I stole nearer without his hearing me; but I could see nothing. The woods were all still. Killooleet was dozing by his nest; the chickadees had vanished, knowing that it was not meal time; and Meeko the red squirrel had been made to jump from the fir top to the ground so often that now he kept sullenly to his own hemlock across the island, nursing his sore feet and scolding like a fury whenever I approached. Still Simmo watched, as if a bear were approaching his bait, till I whispered, "Quiee, Simmo, what is it?"

"Nodwar k'chee Toquis, I see little 'Fraid One'" he said, unconsciously dropping into his own dialect, which is the softest speech in the world, so soft that wild things are not disturbed when they hear it, thinking it only a louder sough of the pines or a softer tunking of ripples on the rocks.—"O bah cosh, see! He wash-um face in yo lil cup." And when I tiptoed to his side, there was Tookhees sitting on the rim of my drinking cup, in which I had left a new leader to soak for the evening's fishing, scrubbing his face diligently, like a boy who is watched from behind to see that he slights not his ears or his neck.

Remembering my own boyhood on cold mornings, I looked behind him to see if he also were under compulsion, but there was no other mouse in sight. He would scoop up a double handful of water in his paws, rub it rapidly up over nose and eyes, and then behind his ears, on the spots that wake you up quickest when you are sleepy. Then another scoop of water, and another vigorous rub, ending behind his ears as before.

Simmo was full of wonder, for an Indian notices few things in the woods beside those that pertain to his trapping and hunting; and to see a mouse wash his face was as incomprehensible to him as to see me read a book. But all wood mice are very cleanly; they have none of the strong odors of our house mice. Afterwards, while getting acquainted, I saw him wash many times in the plate of water that I kept filled near his den; but he never washed more than his face and the sensitive spot behind his ears. Sometimes, however, when I have seen him swimming in the lake or river, I have wondered whether he were going on a journey, or just bathing for the love of it, as he washed his face in my cup.

I left the cup where it was and spread a feast for the little guest, cracker crumbs and a bit of candle end. In the morning they were gone, the signs of several mice telling plainly who had been called in from the wilderness byways. That was the introduction of man to beast. Soon they came regularly. I had only to scatter crumbs and squeak a few times like a mouse, when little streaks and flashes would appear on the moss or among the faded gold tapestries of old birch leaves, and the little wild things would come to my table, their eyes shining like jet, their tiny paws lifted to rub their whiskers or to shield themselves from the fear under which they lived continually.
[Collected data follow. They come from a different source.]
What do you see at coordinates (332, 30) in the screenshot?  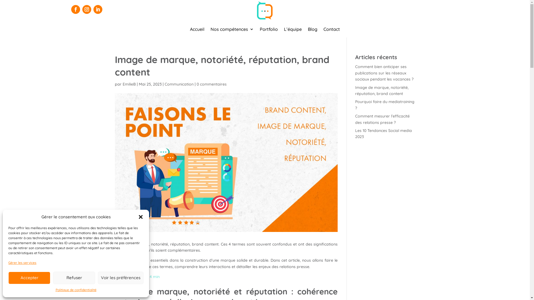 I see `Contact` at bounding box center [332, 30].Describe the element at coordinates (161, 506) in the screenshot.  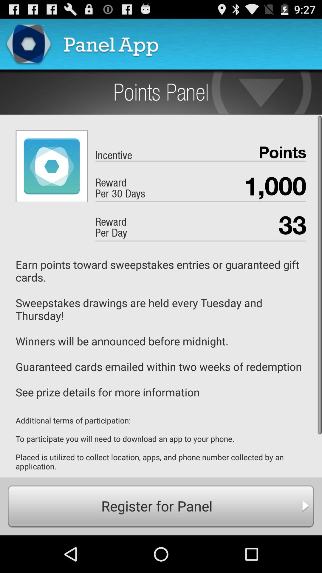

They were not all alike—quite the contrary. One, the same who had washed in my cup, was gray and old, and wise from much dodging of enemies. His left ear was split from a fight, or an owl's claw, probably, that just missed him as he dodged under a root. He was at once the shyest and boldest of the lot. For a day or two he came with marvelous stealth, making use of every dead leaf and root tangle to hide his approach, and shooting across the open spaces so quickly that one knew not what had happened—just a dun streak which ended in nothing. And the brown leaf gave no sign of what it sheltered. But once assured of his ground, he came boldly. This great man-creature, with his face close to the table, perfectly still but for his eyes, with a hand that moved gently if it moved at all, was not to be feared—that Tookhees felt instinctively. And this strange fire with hungry odors, and the white tent, and the comings and goings of men who were masters of the woods kept fox and lynx and owl far away—that he learned after a day or two. Only the mink, who crept in at night to steal the man's fish, was to be feared. So Tookhees presently gave up his nocturnal habits and came out boldly into the sunlight. Ordinarily the little creatures come out in the dusk, when their quick movements are hidden among the shadows that creep and quiver. But with fear gone, they are only too glad to run about in the daylight, especially when good things to eat are calling them.